I remember how excited I was when I first read in the book section of the California-based Orange County Register a review of her first novel. The review was not kind, and she gave me a good natured smacking when I mailed it to her. Still, she took the time to catch me up on her motivation.
Seems she was growing disenchanted with the news biz, for reasons that have it on life support now. Demands at the Atlanta paper, where she was a reporter, for shorter stories were frustrating her. So her therapy was to start writing for hard covers. She kept her day job (and support from her husband, involved in commercial real estate, had to help). She plugged away on a series of whodunits involving protagonist Callahan Garrity, and some involving Florida retiree Truman Kicklighter. (The author is a Florida native.)
But the distinct flavor then, as now, was a gaggle of Southern stereotyped characters and zany plot lines (dead bodies in a department store fur vault, for example) that I’ve never quite seen a parallel to. “She has bunnies running around in her head,” her husband, Tom Trocheck, told me at the launch party.
It showed back in the day.
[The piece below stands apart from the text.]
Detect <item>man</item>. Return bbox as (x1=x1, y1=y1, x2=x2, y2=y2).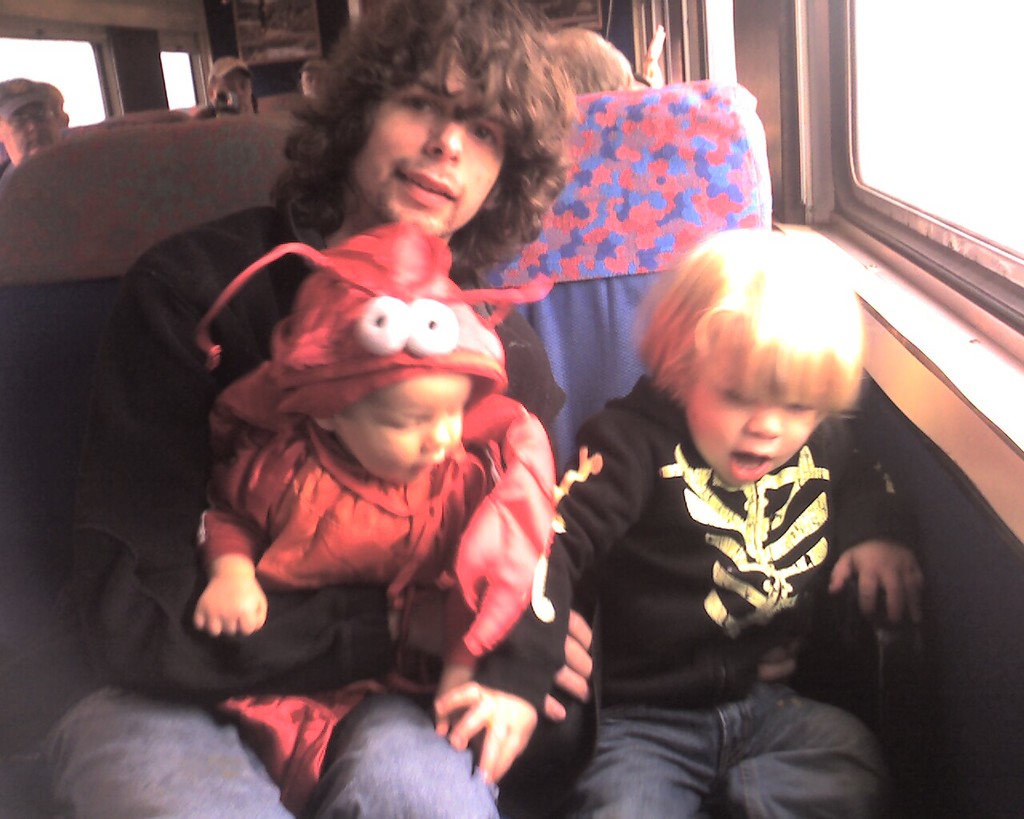
(x1=213, y1=55, x2=254, y2=125).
A student newspaper tradition then was to empty out all the typewritten copy at the end of the school year. “You’re throwing away all my words,” she joked.
All this, of course, makes me wanna brag a bit on the old newspaper crowd. Many have done well. One has a Ph. D. (no, not the one I dated) and teaches in Iowa; another is perhaps the nation’s best known college football writer (Tony Barnhart), author of several books himself and now in the College Football Hall of Fame. One covers New York-area sports for a national magazine.
Me? My career has been OK, but mostly behind the scenes. I did review one of the Callahan novels for the Register a few years ago. My, those California readers never saw the likes of such characters as Baby and Sister Easterbrooks and their “sleuthin’ “.
So now there’s fresh inspiration to finish the book that I’ve started and which now rests on my hard drive. I’ll never catch up, of course, and probably will never make it to a best-seller list. But it sure is fun being around those who do.